- Device: My own laptop
- Operating System: Ubuntu
- Network: Guest Wi-Fi (isolated)
- Target:
127.0.0.1(localhost)
All scans were performed against 127.0.0.1, the loopback interface of my own machine. This ensures the lab is safe, ethical, and legally compliant.
nmap 127.0.0.1Purpose: Scans the top 1000 most common TCP ports to find which are open.
Result Summary:
- Discovered 1 open port (631/tcp โ IPP)
nmap -sV 127.0.0.1Purpose: Identifies services running on open ports and attempts to determine their version.
Result Summary:
- Port 631: CUPS 2.4 printing service detected
nmap -sV --script=default 127.0.0.1Purpose: Runs default scripts based on detected ports and services. These scripts gather metadata such as:
- HTTP titles
- SSL certificates
- Robots.txt entries
Result Summary:
- Port 631: Detected CUPS web interface
- Retrieved robots.txt and title info
- Displayed self-signed SSL certificate metadata
nmap -p- 127.0.0.1Purpose: Scans all 65,535 TCP ports to detect services running on uncommon ports.
Result Summary:
- No unexpected ports found beyond port 631
sudo nmap -O 127.0.0.1Purpose: Attempts to identify the operating system of the target by analyzing subtle differences in how it responds to network probes.
Why Use sudo?
The -O (OS detection) feature often needs root privileges to send and analyze low-level TCP/IP packets for accurate fingerprinting.
Result Summary:
- OS detection was attempted but may have been unreliable due to limited port availability
- Nmap typically needs at least one open and one closed port to make an accurate OS guess
- On
127.0.0.1, results may be vague (e.g., "Linux-based OS (general purpose)")
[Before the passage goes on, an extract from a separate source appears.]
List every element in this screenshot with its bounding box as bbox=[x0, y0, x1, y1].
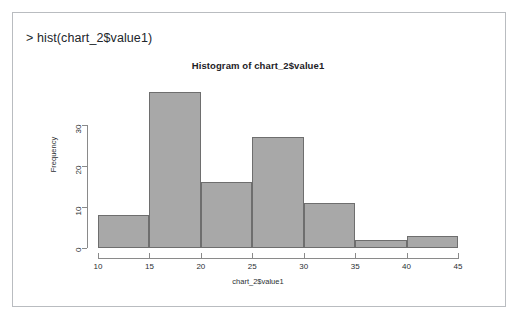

All full scan results are saved in:
localhost-scan.txt
Use the -oN flag to generate the file:
nmap -sV --script=default 127.0.0.1 -oN localhost-scan.txt(Optional: Save other outputs to localhost-os-detect.txt, localhost-p-all.txt, etc.)
This mini-lab taught me:
- Nmap can gather detailed service metadata even on local-only services
- Loopback scans are a safe and useful way to learn about local services
- The
--script=defaultoption dynamically runs scripts based on detected ports and services - OS detection with
-Ocan provide high-level system info, but needs more open/closed ports to be accurate
This lab was conducted entirely on my own machine using the loopback IP (127.0.0.1).
No unauthorized devices or public IPs were scanned.